Tsade (also spelled ṣade, ṣādē, ṣaddi, ṣad, tzadi, sadhe, tzaddik) is the eighteenth letter of the Semitic abjads, including Phoenician ṣādē 𐤑, Hebrew ṣādī צ‎, Aramaic ṣāḏē 𐡑, Syriac ṣāḏē ܨ, Ge'ez ṣädäy ጸ, and Arabic ṣād ص‎.

Arabic, which kept the phonemes separate, introduced variants of ṣād and ṭāʾ to express the three (see ḍād, ẓāʾ).

The Phoenician letter is continued in the Greek san (Ϻ) and possibly sampi (Ϡ), and in Etruscan 𐌑 Ś.

The phoneme is not native to Persian, Ottoman Turkish, or Urdu, and its pronunciation in Arabic loanwords in those languages is not distinguishable from س or ث, all of which are pronounced [s].

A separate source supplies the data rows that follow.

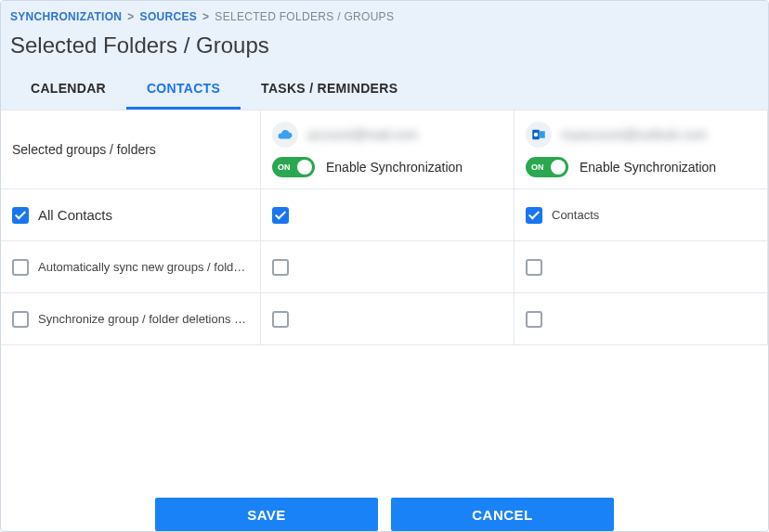 The width and height of the screenshot is (769, 532). What do you see at coordinates (184, 91) in the screenshot?
I see `tab-contacts: CONTACTS` at bounding box center [184, 91].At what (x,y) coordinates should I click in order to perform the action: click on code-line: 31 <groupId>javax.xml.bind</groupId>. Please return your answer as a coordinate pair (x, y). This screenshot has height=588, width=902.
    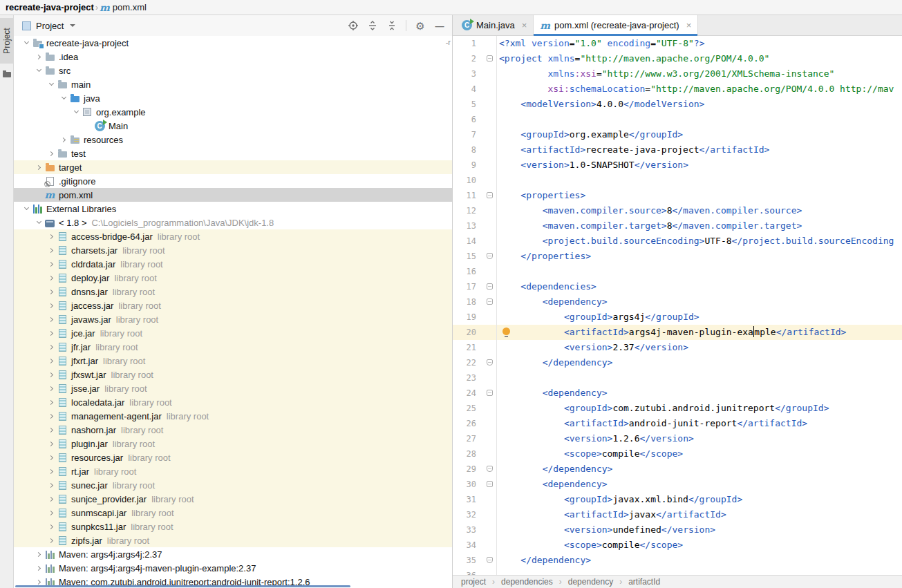
    Looking at the image, I should click on (677, 500).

Often, words that have ظ ẓāʾ, ص ṣād, and ض ḍād in Arabic have cognates with צ tsadi in Hebrew.

Alternatively, it can be called tsadik or ṣadik, spelled צָדִּיק, influenced by its Yiddish name tsadek and the Hebrew word tzadik.

Ṣadi is also one of the seven letters that receive special crowns (called tagin) when written in a Sefer Torah.